Summary
This methodological paper presents a simulation-based framework and ready-to-use computer programs for determining appropriate sample sizes and statistical power in three-phase interrupted time series studies evaluating health policy and environmental interventions. The authors illustrate the design and analysis approach using a National Institutes of Health-funded exemplar, demonstrating how power varies with sample size, effect size, autocorrelation, and the type of intervention effect being tested (level change, trend change, or both). The work provides investigators with practical tools to ensure sufficient statistical power when implementing this increasingly common quasi-experimental study design.
UK applicability
The methodological framework and computational tools presented are broadly applicable to UK health policy evaluation contexts, particularly for assessing the impact of National Health Service reforms, public health interventions, or environmental health policies. However, the abstract does not address UK-specific regulatory or health system contexts, limiting direct guidance for UK implementation.
Key measures
Statistical power; sample size; segmented autoregressive error models; autocorrelation coefficients (−0.9 to 0.9); effect sizes; testing level changes and trend changes
Outcomes reported
The study developed and demonstrated simulation-based approaches for calculating statistical power and sample size in three-phase interrupted time series (ITS) studies evaluating health policy, systems, or environmental interventions. Power estimates were generated across varying levels of autocorrelation, effect sizes, and testing conditions (level change, trend change, or both).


Task: Without including any pictures, write out the listing below exactly.

Exercise materials:
================

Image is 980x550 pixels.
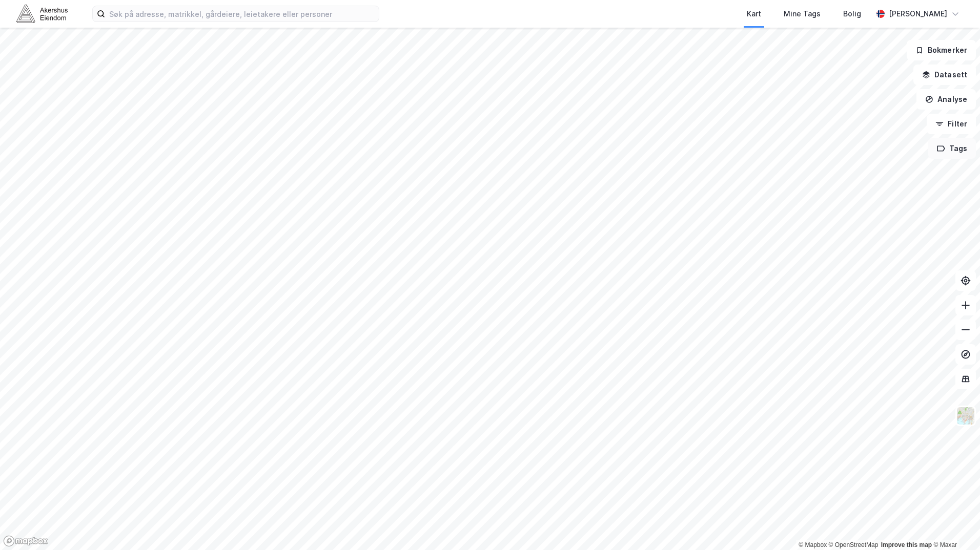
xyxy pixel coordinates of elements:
[16,5,67,22] img: akershus-eiendom-logo.9091f326c980b4bce74ccdd9f866810c.svg
[907,40,975,61] button: Bokmerker
[927,114,975,135] button: Filter
[746,7,761,20] div: Kart
[913,65,975,85] button: Datasett
[843,7,861,20] div: Bolig
[928,138,975,159] button: Tags
[929,501,980,550] iframe: Chat Widget
[829,542,878,549] a: OpenStreetMap
[105,7,379,22] input: Søk på adresse, matrikkel, gårdeiere, leietakere eller personer
[798,542,827,549] a: Mapbox
[881,542,932,549] a: Improve this map
[956,407,975,426] img: Z
[929,501,980,550] div: Kontrollprogram for chat
[888,7,947,20] div: [PERSON_NAME]
[916,90,975,109] button: Analyse
[3,535,48,547] a: Mapbox homepage
[783,7,820,20] div: Mine Tags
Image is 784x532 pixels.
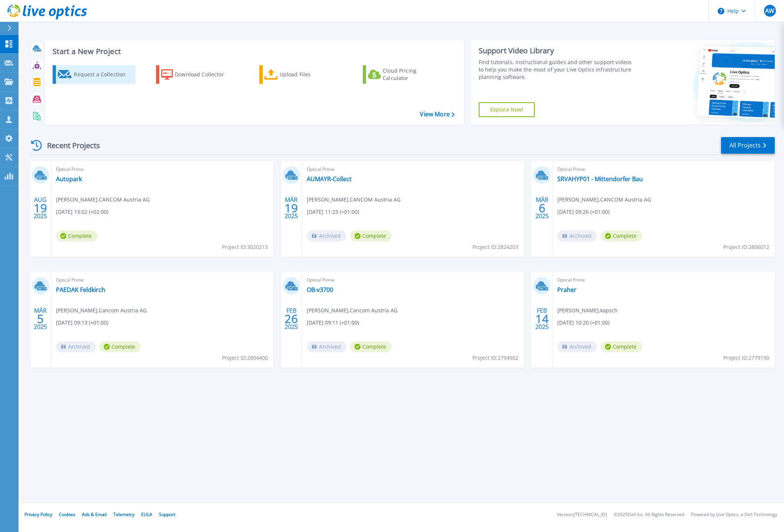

================

Solution for this task:
Image is 980x550 pixels.
xyxy pixel coordinates of elements:
[16,5,67,22] img: akershus-eiendom-logo.9091f326c980b4bce74ccdd9f866810c.svg
[907,40,975,61] button: Bokmerker
[927,114,975,135] button: Filter
[746,7,761,20] div: Kart
[913,65,975,85] button: Datasett
[843,7,861,20] div: Bolig
[928,138,975,159] button: Tags
[929,501,980,550] iframe: Chat Widget
[829,542,878,549] a: OpenStreetMap
[105,7,379,22] input: Søk på adresse, matrikkel, gårdeiere, leietakere eller personer
[798,542,827,549] a: Mapbox
[881,542,932,549] a: Improve this map
[956,407,975,426] img: Z
[929,501,980,550] div: Kontrollprogram for chat
[888,7,947,20] div: [PERSON_NAME]
[916,90,975,109] button: Analyse
[3,535,48,547] a: Mapbox homepage
[783,7,820,20] div: Mine Tags
Image is 784x532 pixels.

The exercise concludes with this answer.